According to one of our musical sources:
As the “Lost In Your Eyes” video opens, Debbie Gibson plays piano. The ornate little flourish that she’s playing isn’t actually part of “Lost In Your Eyes,” Gibson’s second and final #1 hit. Instead, that little piece of showmanship functions a bit like the tap-dancing intro of Paula Abdul’s “Straight Up” video. It serves as an announcement, or maybe a reminder, that this person is talented.
For Debbie Gibson, this was a subtle bit of positioning. When Gibson first rose to fame in 1987, she was part of a mini-wave of teenage dance-pop stars. But unlike virtually all of her contemporaries, Gibson wrote her own songs, without help. When Gibson’s ballad “Foolish Beat” reached #1 in the summer of 1988, she became the youngest person ever to write, produce, and perform a chart-topping hit. Compared to that, playing piano is small potatoes.
In showing Gibson playing that piano, “Lost In Your Eyes” video director Jim Yukich, who had already made a bunch of Phil Collins videos and who would later direct the 1994 Double Dragon movie, sent a message that Debbie Gibson was not like these other pop kids. The song itself said something similar. Every teenage pop star sang ballads, but few of them worked quite as hard as Gibson to make something that sounded smooth and professional and adult.
When she recorded her 1989 sophomore album Electric Youth, Debbie Gibson presumably knew what she was up against. Gibson was a transcendent dance-pop singer, but dance-pop singers in the ’80s did not typically enjoy long careers. Like so many other club-music stars, Debbie Gibson had her biggest hits with ballads. “Lost In Your Eyes” is total adult-contempo mush, and I always get bummed out when singers who excel at fun, energetic music turn towards that stuff. But Debbie Gibson was pretty good at adult-contempo mush, too.
Gibson wrote “Lost In Your Eyes” while she was still touring behind her debut album Out Of The Blue. Before Gibson recorded the song, she sang it at her shows, and it got good responses. She’s said that she didn’t have anyone really in mind when she sang it, and I think you can hear that in the song. “Lost In Your Eyes” is a textbook love song, and I don’t detect a whole lot of lived experience in it. The lyrics are light on specifics.

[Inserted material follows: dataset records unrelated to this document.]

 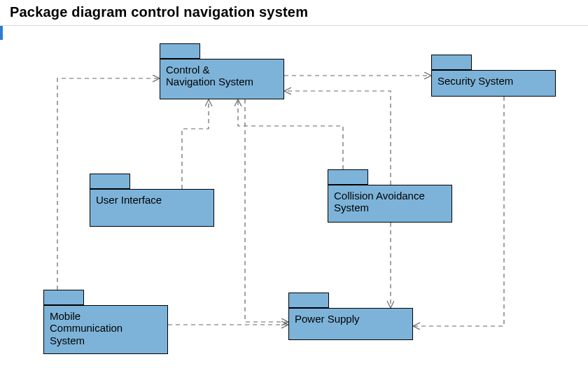 What do you see at coordinates (1, 33) in the screenshot?
I see `accent-tick` at bounding box center [1, 33]. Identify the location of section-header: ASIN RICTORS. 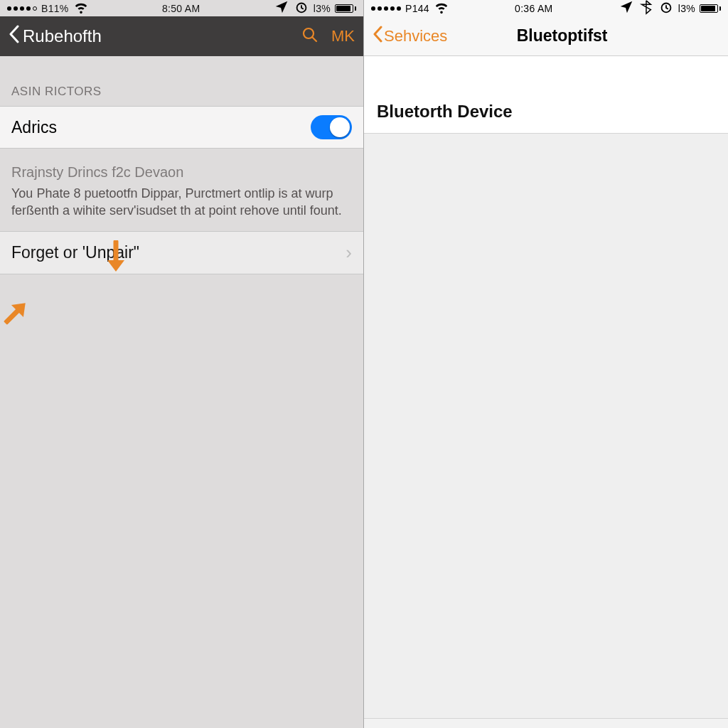
(182, 81). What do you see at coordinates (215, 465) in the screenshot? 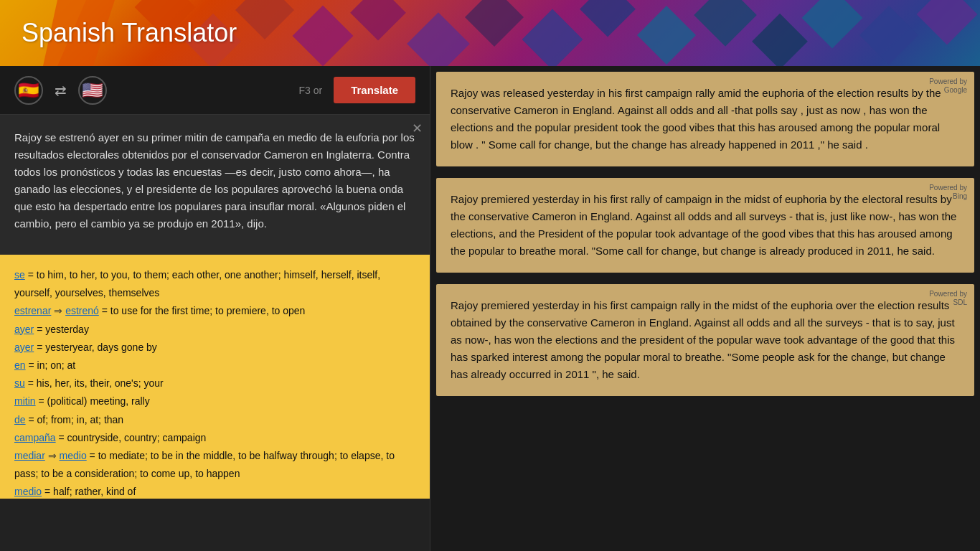
I see `dict-entry-mediar: mediar ⇒ medio = to mediate; to be in th…` at bounding box center [215, 465].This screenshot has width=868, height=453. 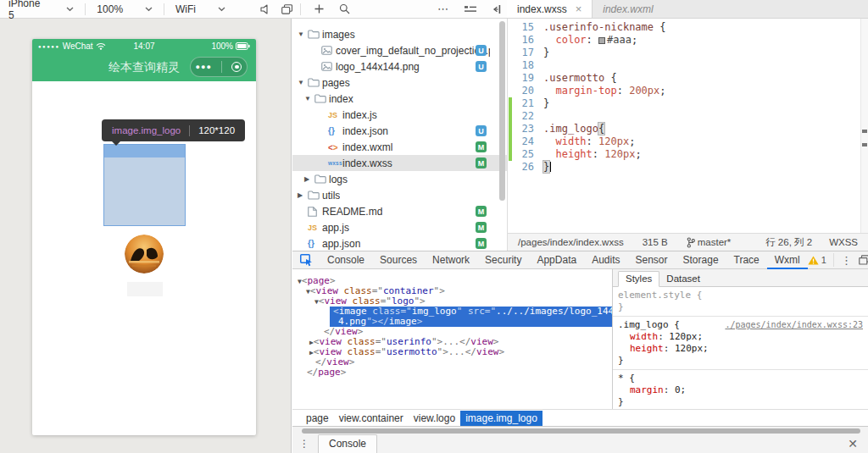 What do you see at coordinates (322, 180) in the screenshot?
I see `folder-file-icon` at bounding box center [322, 180].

“Lost In Your Eyes” would turn out to be Debbie Gibson’s last top-10 hit. She followed that single with “Electric Youth,” which peaked at #11. “No More Rhyme,” the next one, only made it to #17. A year later, Gibson came out with her album Anything Is Possible, and she used a co-writer for the first time: Lamont Dozier, who’d co-written countless Motown classics and who’d just worked with Phil Collins on “Two Hearts.” The album’s title-track lead single, one of the songs that Gibson wrote with Dozier, peaked at #26. By the time she released 1993’s Body Mind Soul, Gibson had gone full adult-contempo. That album’s single “Losin’ Myself” peaked at #86, and Gibson hasn’t been on the Hot 100 since.
By that time, though, Gibson’s focus had shifted elsewhere. In 1992, Gibson made her Broadway debut, playing Eponine in Les Misérables. After that, Gibson starred in West End and Broadway revivals of Grease, and she’s done a ton of stage-musical stuff since then, both on Broadway and in various regional productions. This just makes sense. There was always a whole lot of theater kid in her voice. The pivot was a smart one, too, since she later admitted that she’d been using a lot of Xanax to deal with anxiety. The pop-star life is not a terribly safe or healthy one. I don’t know too much about stage actors, but the seem like a more well-adjusted bunch.
Gibson has done other stuff, too. She’s starred in two different installments of the low-budget made-for-cable Mega Shark series. I haven’t seen those, but the fact that she’s in two of them means that she managed to avoid getting eaten by the mega shark in at least one, which seems like an achievement. Gibson also co-starred in 2011’s similarly themed Mega Python Vs. Gatoroid with her former pop-chart contemporary Tiffany. (Unfortunately, Debbie Gibson and Tiffany did not play the mega python and the gatoroid.) Gibson has also done some reality TV — Celebrity Apprentice, Dancing With The Stars — and she’s lately been on the ’80s and ’90s nostalgia circuit, which drew big crowds before the pandemic and which will probably once again draw big crowds very soon. Later this summer, Gibson will play a Vegas residency, and she’ll also release The Body Remembers, her first album of new songs in a decade.
Debbie Gibson seems like a nice, fun lady. She definitely appears to be handling herself a whole lot better than just about every former teenage pop star. I like her.